Thursday, February 19, 2004

The Offshore Proposition by Eriq Lindquist

Vivek Paul, Vice Chairman of Wipro Technologies, the $1 billion India-based outsourcing company, told me a very interesting story. When his 1995-model car recently needed a repair, he dutifully clipped a coupon from a Silicon Valley newspaper offering 20 percent off the regular service rate. When told that even with the discount the rate would be $92 per hour, he couldn't help think, "For 30 percent less than that, I can get engineers who can design a brand-new car rather than fix this old one."

In that automotive nutshell may reside the impetus that drives the outsourcing industry, of which Wipro and its customers are a part.

As I'm writing this, the excesses of Enron and Tyco have not yet worn off and the phenomenon of the regal chief executive appears ready to re-emerge. Yet here's one of the top players in the hot-seat position at an international company who clips coupons and is frustrated that the repair rate is too high for his last-millennium automobile. There's more: Paul works in a simple office, sees no need for a bevy of handlers and betrays a concern for the bottom line at his company—a concern as intent as his desire to get his car fixed at a reasonable rate. All in all, you can see why the software engineer shouldn't be the only one worried about outsourcing.

Maybe outsourcing should start in sumptuous executive suites where catered lunches and a moat of handlers prevent chairmen from understanding the needs and expectations of their customers. How many layers of management and administration does an executive need in an era when many technology products are sold because they promise to speed decision making and reduce management stratification?

Once again, the repair labor rate, even with the discount, was $92 per hour. A mechanic should be able to charge what the market will bear, but an automobile manufacturer or dealer should not count on making up for lost margins on car sales by nailing the consumer on service costs.

The rising costs of services for anything containing electronics and the difficulty—often the impossibility—of performing the service yourself is a major reason customer service is racing to offshore sources.

Somewhere along the line, service stopped being, well, a service and started being a profit center. Once the bean counters took hold of the equation, they started to look for ways to charge users more for service while having their company pay less for it. The next thing you know, you're talking to someone in Manila about your cranky computer. Designing systems that don't need service because they work as expected would be the best service offering vendors could develop.

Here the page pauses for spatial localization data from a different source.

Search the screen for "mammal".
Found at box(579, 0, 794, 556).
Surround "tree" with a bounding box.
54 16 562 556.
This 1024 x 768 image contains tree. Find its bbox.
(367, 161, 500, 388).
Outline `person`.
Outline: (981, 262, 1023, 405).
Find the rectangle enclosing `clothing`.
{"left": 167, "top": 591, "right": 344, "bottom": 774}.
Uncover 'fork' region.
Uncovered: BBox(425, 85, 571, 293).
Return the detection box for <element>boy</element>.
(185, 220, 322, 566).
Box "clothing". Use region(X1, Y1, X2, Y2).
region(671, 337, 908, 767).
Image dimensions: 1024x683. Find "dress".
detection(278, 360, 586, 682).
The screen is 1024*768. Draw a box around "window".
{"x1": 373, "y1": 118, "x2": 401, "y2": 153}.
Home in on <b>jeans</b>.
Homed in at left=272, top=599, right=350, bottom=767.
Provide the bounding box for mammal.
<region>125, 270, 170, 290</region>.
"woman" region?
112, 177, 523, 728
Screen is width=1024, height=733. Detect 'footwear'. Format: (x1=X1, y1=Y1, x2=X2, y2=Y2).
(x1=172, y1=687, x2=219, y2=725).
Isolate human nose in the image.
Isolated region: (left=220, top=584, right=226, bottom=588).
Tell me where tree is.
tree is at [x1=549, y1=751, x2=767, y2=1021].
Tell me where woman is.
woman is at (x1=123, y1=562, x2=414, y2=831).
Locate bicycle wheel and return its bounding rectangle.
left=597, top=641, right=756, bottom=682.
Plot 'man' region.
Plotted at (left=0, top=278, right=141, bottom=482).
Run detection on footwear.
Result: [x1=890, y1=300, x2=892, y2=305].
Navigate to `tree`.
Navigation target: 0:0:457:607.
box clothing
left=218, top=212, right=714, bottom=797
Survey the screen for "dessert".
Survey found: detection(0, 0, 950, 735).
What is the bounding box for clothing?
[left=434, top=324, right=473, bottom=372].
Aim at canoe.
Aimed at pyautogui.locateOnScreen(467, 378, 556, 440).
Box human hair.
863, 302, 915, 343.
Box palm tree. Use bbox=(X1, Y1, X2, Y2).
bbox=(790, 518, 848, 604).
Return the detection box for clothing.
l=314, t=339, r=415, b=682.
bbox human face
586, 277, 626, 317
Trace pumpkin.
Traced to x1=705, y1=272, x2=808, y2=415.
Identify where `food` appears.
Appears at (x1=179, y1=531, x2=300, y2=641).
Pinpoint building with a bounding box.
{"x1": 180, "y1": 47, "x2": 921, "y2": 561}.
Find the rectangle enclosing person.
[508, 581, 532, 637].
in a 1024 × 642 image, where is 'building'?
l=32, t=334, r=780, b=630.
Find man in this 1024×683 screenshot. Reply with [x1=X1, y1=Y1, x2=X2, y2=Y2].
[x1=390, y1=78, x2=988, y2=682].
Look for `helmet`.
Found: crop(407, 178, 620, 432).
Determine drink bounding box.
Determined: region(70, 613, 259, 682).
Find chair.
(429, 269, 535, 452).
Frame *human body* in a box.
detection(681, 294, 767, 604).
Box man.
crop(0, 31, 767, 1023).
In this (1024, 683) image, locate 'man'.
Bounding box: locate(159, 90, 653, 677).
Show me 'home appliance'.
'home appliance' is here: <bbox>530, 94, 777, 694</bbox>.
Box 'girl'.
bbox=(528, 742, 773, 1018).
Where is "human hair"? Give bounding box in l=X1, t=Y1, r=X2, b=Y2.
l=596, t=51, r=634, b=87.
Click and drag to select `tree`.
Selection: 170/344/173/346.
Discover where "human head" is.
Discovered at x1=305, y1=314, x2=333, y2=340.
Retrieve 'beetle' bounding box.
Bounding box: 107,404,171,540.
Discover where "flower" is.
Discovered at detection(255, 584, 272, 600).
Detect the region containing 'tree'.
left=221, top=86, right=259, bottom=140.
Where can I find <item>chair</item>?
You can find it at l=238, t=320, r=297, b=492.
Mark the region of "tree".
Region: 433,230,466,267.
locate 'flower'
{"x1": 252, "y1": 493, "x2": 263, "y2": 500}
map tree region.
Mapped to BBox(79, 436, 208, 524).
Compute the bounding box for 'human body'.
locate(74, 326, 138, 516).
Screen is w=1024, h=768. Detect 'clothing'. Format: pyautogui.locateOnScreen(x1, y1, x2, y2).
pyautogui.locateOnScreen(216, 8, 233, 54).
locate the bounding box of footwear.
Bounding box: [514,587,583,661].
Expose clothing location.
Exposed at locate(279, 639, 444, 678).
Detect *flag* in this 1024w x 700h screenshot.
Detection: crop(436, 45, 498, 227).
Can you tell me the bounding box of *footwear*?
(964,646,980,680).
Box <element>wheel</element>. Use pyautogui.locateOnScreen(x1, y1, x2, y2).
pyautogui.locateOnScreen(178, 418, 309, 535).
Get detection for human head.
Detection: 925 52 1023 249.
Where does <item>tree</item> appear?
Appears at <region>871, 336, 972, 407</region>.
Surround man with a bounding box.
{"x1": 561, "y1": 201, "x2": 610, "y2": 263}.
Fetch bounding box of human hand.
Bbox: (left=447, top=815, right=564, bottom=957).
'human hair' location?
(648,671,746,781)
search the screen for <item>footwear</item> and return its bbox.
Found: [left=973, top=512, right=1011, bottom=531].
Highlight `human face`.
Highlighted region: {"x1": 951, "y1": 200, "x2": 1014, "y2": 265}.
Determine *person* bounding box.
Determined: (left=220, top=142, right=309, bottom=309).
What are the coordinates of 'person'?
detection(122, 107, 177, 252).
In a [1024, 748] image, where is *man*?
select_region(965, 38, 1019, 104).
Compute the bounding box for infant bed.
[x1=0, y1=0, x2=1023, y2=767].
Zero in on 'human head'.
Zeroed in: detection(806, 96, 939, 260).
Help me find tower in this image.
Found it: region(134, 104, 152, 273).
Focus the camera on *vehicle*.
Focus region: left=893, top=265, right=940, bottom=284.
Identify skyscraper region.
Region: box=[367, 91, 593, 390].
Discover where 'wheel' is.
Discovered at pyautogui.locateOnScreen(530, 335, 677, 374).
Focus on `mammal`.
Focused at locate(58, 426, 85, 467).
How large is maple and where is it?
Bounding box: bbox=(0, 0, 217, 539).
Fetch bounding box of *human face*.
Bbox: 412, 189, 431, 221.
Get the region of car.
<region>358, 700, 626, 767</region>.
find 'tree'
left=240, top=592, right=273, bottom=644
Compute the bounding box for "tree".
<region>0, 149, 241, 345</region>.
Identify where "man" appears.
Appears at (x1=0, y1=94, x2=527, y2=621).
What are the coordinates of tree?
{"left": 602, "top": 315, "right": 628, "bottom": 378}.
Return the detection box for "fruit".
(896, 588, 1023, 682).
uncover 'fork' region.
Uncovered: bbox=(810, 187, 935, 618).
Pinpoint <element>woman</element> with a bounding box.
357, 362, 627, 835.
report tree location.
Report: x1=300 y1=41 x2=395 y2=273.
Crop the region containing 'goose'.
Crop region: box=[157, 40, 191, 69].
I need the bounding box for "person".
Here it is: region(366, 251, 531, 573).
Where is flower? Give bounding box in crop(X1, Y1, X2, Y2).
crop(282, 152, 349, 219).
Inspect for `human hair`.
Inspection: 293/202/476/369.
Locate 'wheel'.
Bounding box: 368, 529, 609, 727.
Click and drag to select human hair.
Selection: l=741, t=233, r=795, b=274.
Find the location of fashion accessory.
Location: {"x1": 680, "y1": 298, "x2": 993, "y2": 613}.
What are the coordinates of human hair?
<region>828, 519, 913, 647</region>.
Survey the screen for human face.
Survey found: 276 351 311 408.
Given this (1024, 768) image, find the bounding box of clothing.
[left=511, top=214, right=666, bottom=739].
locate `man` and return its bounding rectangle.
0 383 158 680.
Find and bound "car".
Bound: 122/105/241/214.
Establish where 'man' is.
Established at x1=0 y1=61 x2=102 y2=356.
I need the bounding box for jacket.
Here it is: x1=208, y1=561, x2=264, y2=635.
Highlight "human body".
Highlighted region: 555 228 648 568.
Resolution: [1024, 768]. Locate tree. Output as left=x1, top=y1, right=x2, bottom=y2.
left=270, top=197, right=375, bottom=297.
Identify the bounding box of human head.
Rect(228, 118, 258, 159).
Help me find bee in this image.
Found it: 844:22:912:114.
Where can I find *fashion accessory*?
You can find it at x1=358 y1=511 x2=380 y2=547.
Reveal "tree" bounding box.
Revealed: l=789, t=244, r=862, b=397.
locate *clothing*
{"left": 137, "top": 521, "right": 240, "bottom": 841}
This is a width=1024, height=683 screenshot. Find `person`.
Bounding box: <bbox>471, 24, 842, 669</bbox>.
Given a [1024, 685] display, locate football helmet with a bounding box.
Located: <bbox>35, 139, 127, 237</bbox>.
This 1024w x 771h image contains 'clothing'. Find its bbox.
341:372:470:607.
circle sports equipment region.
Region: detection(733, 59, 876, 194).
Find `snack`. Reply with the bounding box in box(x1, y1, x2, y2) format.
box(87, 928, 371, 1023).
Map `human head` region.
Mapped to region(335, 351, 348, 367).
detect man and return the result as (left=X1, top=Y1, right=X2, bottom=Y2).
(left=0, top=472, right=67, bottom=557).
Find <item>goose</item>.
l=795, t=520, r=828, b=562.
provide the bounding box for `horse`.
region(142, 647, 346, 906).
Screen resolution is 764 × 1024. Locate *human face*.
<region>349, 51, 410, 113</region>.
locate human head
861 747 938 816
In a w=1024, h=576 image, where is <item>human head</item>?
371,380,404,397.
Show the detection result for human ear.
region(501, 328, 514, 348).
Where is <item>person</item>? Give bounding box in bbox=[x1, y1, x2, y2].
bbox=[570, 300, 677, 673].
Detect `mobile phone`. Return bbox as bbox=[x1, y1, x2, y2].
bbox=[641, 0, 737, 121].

Paul, when confronted with the expensive service charge, realized he could hire a designer back in India for 30 percent less than the mechanic was going to charge for servicing his 9-year-old car. Indeed, the next stage for offshore outsourcing will not be merely offering customer support, nor will it be carrying out work necessary to build products. It will be in conceiving and designing the products themselves.

Paul acknowledged this trend in our conversation when he said one of his next goals is to develop business understanding and consulting skills within Wipro. And what is the next stage after that?

Once the offshore companies realize they have the business development, design, manufacturing and service skills, they'll begin asking themselves just what their U.S. partners are bringing to the table. This will bring about the emergence of new competitors among companies that were once partners, which, I predict, will be a hallmark of the technology market over the next year.

This election year is due to amplify the entire outsourcing issue beyond its current relatively small (OK, I know it doesn't feel small when you are the one being outsourced) percentage of the U.S. technology marketplace. When outsourcing companies become competitors throughout the product cycle, traditional U.S. vendors will have to show that they have learned more from outsourcing than just how to transfer costs. They will have to show they have learned how to develop products that meet customers' needs without a $92-per-hour service bill attached at the back end.